From buy, buy to bye-bye
The recession will have a lasting impact on the way people shop
“WANT IT!” screamed the words plastered on the walls, counters and shopping bags in the flagship emporium of Saks, a big American retailer, on Fifth Avenue in New York. The same exhortation was emblazoned in huge letters on a giant red and white ball that revolved slowly in the middle of the main sales floor. Saks’s spring marketing campaign, which came to an end on April 1st, made its brazen appeal to greed in a bid to drum up sales in a dire market. But the exclamation mark in its “Want It!” tagline should perhaps have been a question mark instead.
Asked whether they want more stuff, consumers in rich countries have responded with an emphatic “No”. The breathtaking speed with which retail sales have plummeted in both America and Europe (see chart) has caught retailers and manufacturers by surprise. In response, companies have tried desperately to prop up revenues using a variety of promotions, advertising and other marketing ploys, often to no avail.

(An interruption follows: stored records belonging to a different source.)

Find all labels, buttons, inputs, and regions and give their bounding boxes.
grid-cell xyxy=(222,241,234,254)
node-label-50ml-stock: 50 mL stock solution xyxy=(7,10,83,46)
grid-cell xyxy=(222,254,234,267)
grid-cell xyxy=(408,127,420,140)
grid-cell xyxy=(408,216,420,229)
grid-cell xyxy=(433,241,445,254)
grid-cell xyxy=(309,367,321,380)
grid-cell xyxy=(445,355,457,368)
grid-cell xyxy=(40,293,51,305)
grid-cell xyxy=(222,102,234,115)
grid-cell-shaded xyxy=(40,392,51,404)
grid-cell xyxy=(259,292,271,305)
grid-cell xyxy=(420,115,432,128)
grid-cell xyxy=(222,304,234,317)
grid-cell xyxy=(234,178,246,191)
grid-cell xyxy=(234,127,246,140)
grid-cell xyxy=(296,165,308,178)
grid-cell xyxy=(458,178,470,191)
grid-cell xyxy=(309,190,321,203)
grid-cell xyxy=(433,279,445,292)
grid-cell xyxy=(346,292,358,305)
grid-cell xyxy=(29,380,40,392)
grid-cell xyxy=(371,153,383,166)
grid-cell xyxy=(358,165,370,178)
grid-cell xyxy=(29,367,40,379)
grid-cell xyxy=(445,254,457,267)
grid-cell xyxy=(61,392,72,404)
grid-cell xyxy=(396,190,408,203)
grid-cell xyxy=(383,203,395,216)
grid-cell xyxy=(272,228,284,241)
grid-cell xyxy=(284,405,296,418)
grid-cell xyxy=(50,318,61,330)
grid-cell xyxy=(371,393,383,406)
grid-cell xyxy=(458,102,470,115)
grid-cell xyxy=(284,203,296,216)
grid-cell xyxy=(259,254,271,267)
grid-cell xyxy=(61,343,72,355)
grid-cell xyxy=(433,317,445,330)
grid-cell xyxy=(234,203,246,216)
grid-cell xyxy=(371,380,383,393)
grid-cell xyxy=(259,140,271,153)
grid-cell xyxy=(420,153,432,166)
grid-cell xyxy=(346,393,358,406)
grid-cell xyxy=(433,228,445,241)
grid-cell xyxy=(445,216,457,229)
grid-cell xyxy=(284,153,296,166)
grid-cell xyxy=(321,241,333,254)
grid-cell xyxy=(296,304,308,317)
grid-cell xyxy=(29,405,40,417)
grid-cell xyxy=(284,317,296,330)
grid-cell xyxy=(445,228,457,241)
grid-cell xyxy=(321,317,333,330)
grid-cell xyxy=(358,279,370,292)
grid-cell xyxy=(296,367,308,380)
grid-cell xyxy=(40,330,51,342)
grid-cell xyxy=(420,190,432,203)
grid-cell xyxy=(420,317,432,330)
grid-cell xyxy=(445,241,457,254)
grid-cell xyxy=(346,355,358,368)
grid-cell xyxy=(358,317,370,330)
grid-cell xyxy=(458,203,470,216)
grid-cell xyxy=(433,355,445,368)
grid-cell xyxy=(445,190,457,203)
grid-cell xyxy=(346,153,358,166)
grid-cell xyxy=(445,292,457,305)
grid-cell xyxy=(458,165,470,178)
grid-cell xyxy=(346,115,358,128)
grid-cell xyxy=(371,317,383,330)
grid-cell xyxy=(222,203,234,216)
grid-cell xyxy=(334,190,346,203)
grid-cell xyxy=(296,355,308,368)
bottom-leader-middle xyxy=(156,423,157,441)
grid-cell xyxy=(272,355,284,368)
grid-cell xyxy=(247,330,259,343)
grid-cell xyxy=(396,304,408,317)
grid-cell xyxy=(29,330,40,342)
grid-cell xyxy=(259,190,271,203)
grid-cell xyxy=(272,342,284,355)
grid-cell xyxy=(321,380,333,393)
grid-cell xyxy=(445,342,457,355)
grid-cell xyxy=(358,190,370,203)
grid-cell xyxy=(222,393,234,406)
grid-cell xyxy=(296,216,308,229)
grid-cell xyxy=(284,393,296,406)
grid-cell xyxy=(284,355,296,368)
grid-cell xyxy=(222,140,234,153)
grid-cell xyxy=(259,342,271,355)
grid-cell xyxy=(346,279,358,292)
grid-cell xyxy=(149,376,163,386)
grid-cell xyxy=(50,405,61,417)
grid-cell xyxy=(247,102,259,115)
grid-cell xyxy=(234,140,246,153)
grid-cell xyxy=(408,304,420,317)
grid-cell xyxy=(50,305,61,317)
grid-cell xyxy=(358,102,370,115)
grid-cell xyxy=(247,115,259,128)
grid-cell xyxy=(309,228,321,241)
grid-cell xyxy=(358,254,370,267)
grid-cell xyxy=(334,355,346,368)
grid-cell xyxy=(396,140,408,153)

But as they battle with these immediate problems, marketers are also pondering what longer-term changes in consumer behaviour have been triggered by the recession. It is tempting to conclude that, once economies rebound, customers will start spending again as they did before. Yet there are good reasons to think that what promises to be the worst downturn since the Depression will spark profound shifts in shoppers’ psychology.
The biggest changes will take place in America and parts of Europe, where housing and stockmarket bubbles have imploded and unemployment has soared. As well as seeing their incomes fall as employers cut wages and jobs, households have also seen the value of their homes and retirement savings shrink dramatically. Although the threat to wages will fade as growth picks up, the damage done to housing and other assets will linger.